To: Bruce Brown who wrote (49621)1/3/2002 5:25:29 PM
From: Wyätt Gwyön  Respond to of 54805
 
Gold to the People ... Mucho and John cannot disagree with anyone reading those essays

hey, not everybody's a goldbug. re: high equity prices, as i said before (maybe somewhere else), there is always the possibility that we have reached a "permanently high plateau". since investing is a balance of risk and reward, this PHP scenario simply requires that the R/R equilibrium be skewed to the high-risk end of the scale (where reward is necessarily low). no law of physics can require it to revert to the historical mean--all that is broken is a law of logic (and emotions: can Greed keep Fear in the dungeon forever?).

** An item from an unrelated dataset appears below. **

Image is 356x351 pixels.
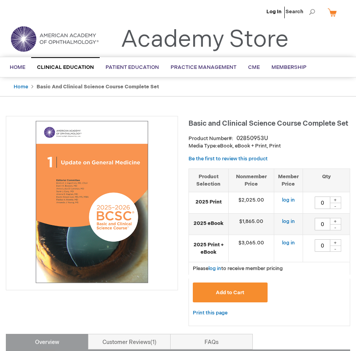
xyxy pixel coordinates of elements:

it is really a question of how patient people can be in buying into what would seem to be an irrational R/R proposition. can a contrarian exploit this? that is, short it to advantage? who knows--many seem to have gone bankrupt proving the intellectual correctness of their bearishness. i have no such intention, and thus do not short.

my impression is that people normally look at prospective investments as a choice among potential rewards. in keeping with the compass of expected returns, i do not see a great difference among what is available in terms of this metric. that is, i do not see the prospective rewards of owning Nasdaq stocks (as implied by their long-term expected returns) as being any better on an absolute basis than the rewards of buying, e.g., 10-yr Treasurys.

but i do see great variation in the complement of reward: risk. so i have found it useful to make a mental shift from "shopping for reward" to "shopping for (low) risk". at some point, i think there will be a chance to shop for reward again.